"Untitled (Sakura 2)"
pigmentbased inkjet print, mounted on aluminium
Sandra Kantanen became interested in traditional Chinese landscape painting while still a student in Helsinki. On her first trip to China she was cofronted by the contradiction between the idealized landscapes represented in China's long history of landscape painting and the reality of modern China, whose landscape has been drastically altered by unchecked economical development and pollution. Sandra Katanen comes from a country where the beauty of nature lies in the notion of wilderness, untouched and natural. In China her idea of natural beauty was confronted with a culture where the ideal of beauty in nature lies in the arrangement of nature by the human hand, in the notion of "gardening."
At the outset of her sojourn, influenced by traditional Chinese landscape painting. Sandra Kantanen photographed the holy mountains depicted by the ancient Chinese masters. However, she soon became dissatisfied with this approach and felt compelled to create her own "mindscapes," a mixture of personal idealistic landscapes and of the Chinese painting tradition.
Lately Sandra Kantanern has distanced herself from her early practice and is investigating alternate methods of perception. In her photographs she continues to use nature and the landscape as her primary source of inspiration but instead of presernting the viewer with an idealized single view of any given landscape, the artist declines her subject over and over again, thus inviting the viewer to explore it in multiple, shifting ways.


» **What you are asked to do**
Make a verbatim copy of the records; pictures stay out.

» **Supplied entries**
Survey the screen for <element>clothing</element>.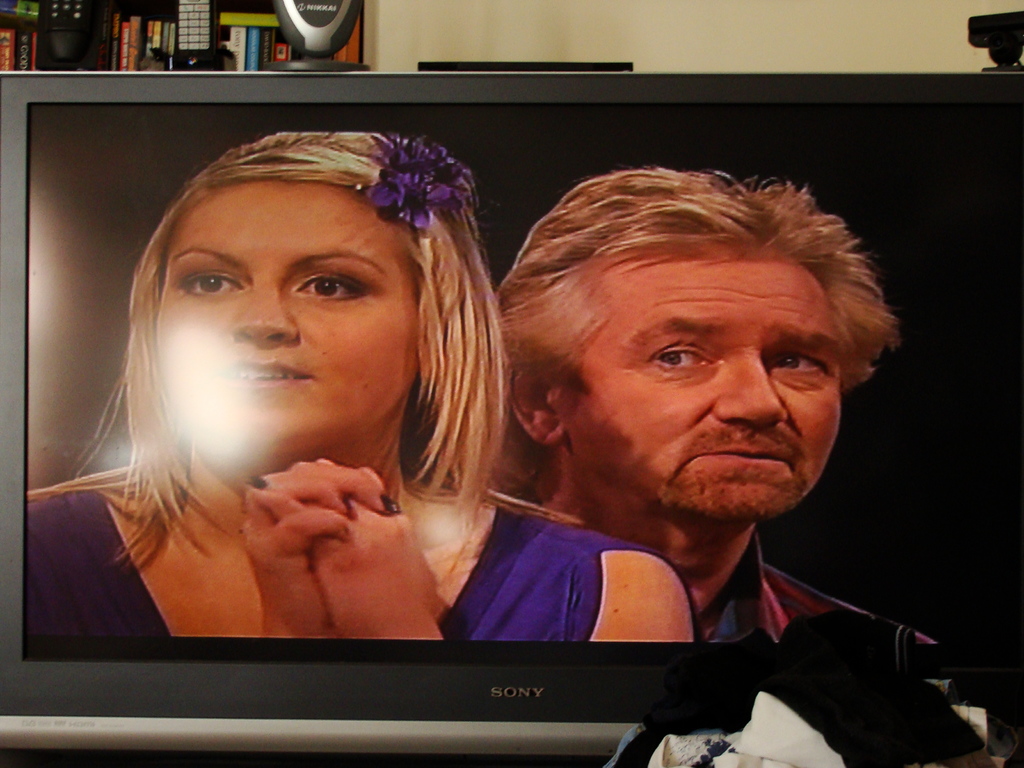
Survey found: crop(700, 524, 935, 657).
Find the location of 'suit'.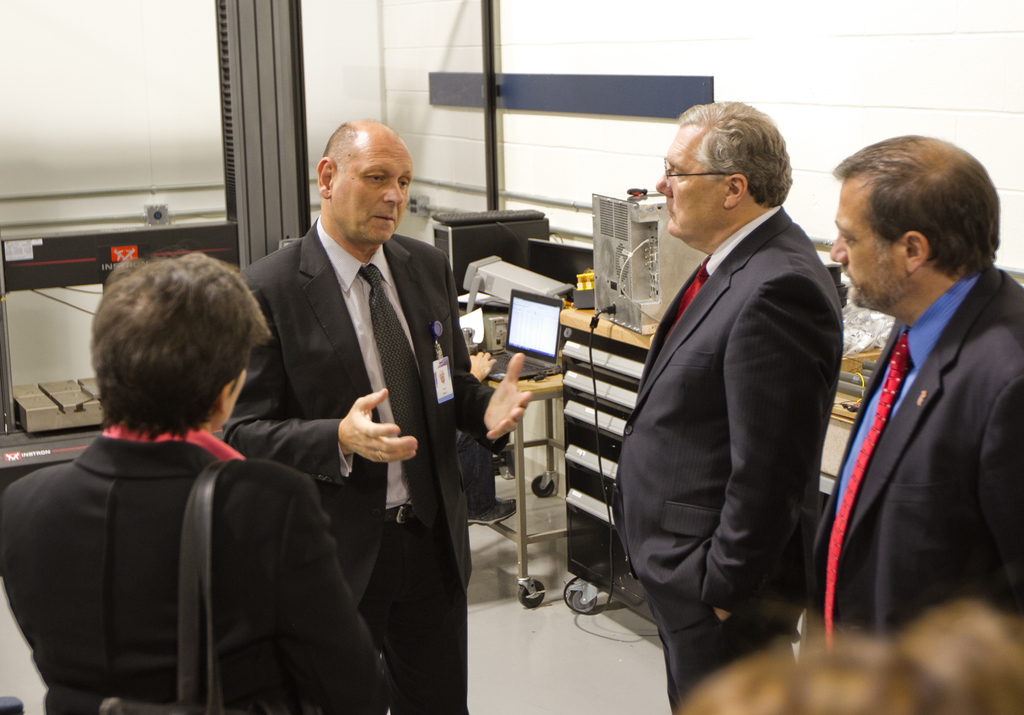
Location: pyautogui.locateOnScreen(608, 201, 841, 714).
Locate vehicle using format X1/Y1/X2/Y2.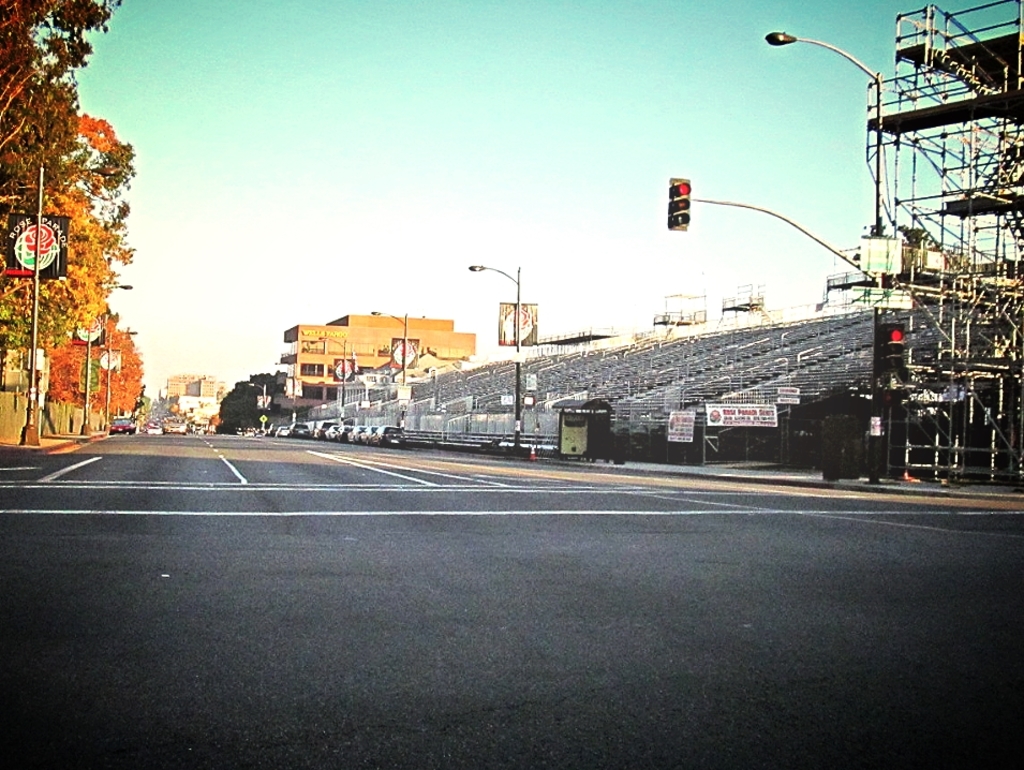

» **Reply**
Survey the screen for <element>clothing</element>.
Survey found: crop(700, 524, 935, 657).
Find the location of 'suit'.
Location: pyautogui.locateOnScreen(608, 201, 841, 714).
Locate vehicle using format X1/Y1/X2/Y2.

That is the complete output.